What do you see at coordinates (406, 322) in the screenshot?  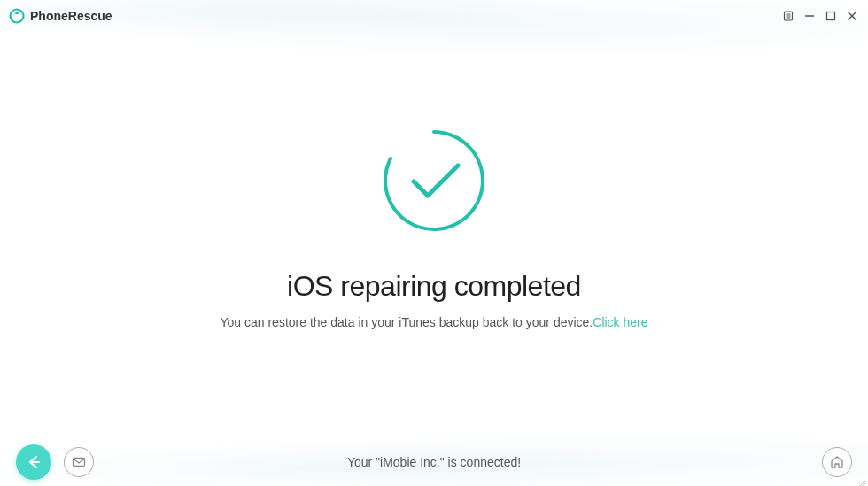 I see `description-text: You can restore the data in your iTunes …` at bounding box center [406, 322].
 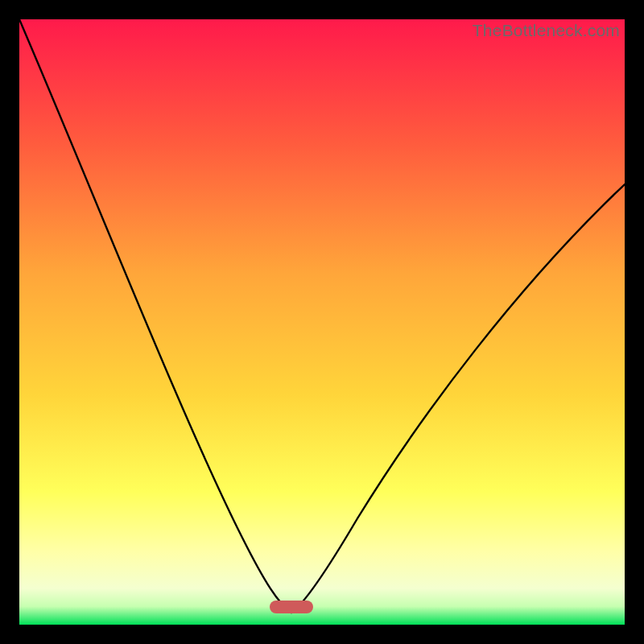 I want to click on watermark-text: TheBottleneck.com, so click(x=546, y=31).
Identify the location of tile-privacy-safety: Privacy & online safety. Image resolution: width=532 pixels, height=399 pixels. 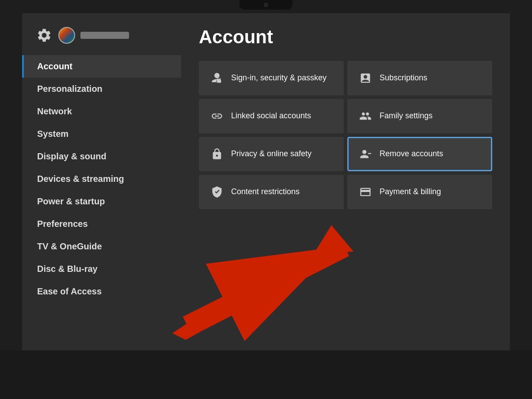
(271, 154).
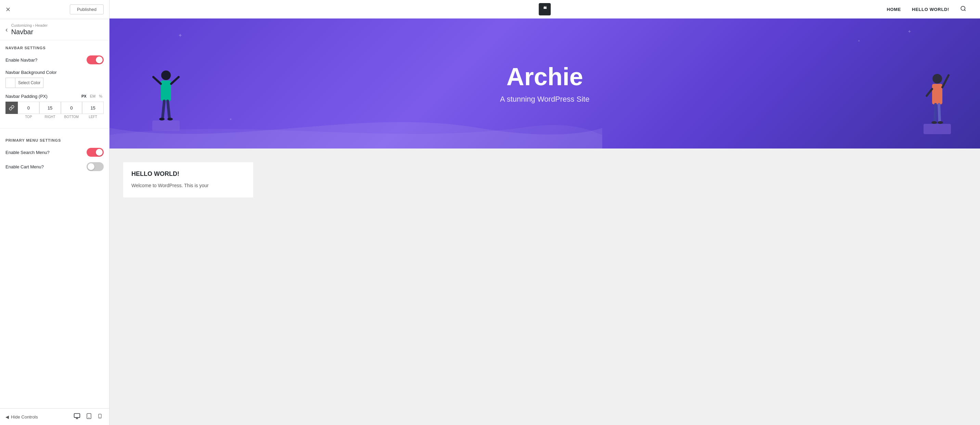 The height and width of the screenshot is (425, 980). What do you see at coordinates (72, 110) in the screenshot?
I see `padding-bottom-field: BOTTOM` at bounding box center [72, 110].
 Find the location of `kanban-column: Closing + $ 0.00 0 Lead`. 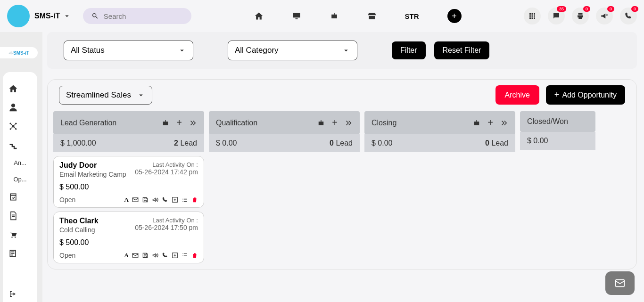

════════════════════

ASSIGNED TASK – Pictures stay out of this copy. Retype exactly the lines from the one with "Identify the location" through the last line of the data, both ends included, and nothing more.

WRITTEN RESPONSE –
Identify the location of tile-privacy-safety: Privacy & online safety. Image resolution: width=532 pixels, height=399 pixels. 
(271, 154).
 The height and width of the screenshot is (425, 980). What do you see at coordinates (72, 110) in the screenshot?
I see `padding-bottom-field: BOTTOM` at bounding box center [72, 110].
 Find the location of `kanban-column: Closing + $ 0.00 0 Lead`. 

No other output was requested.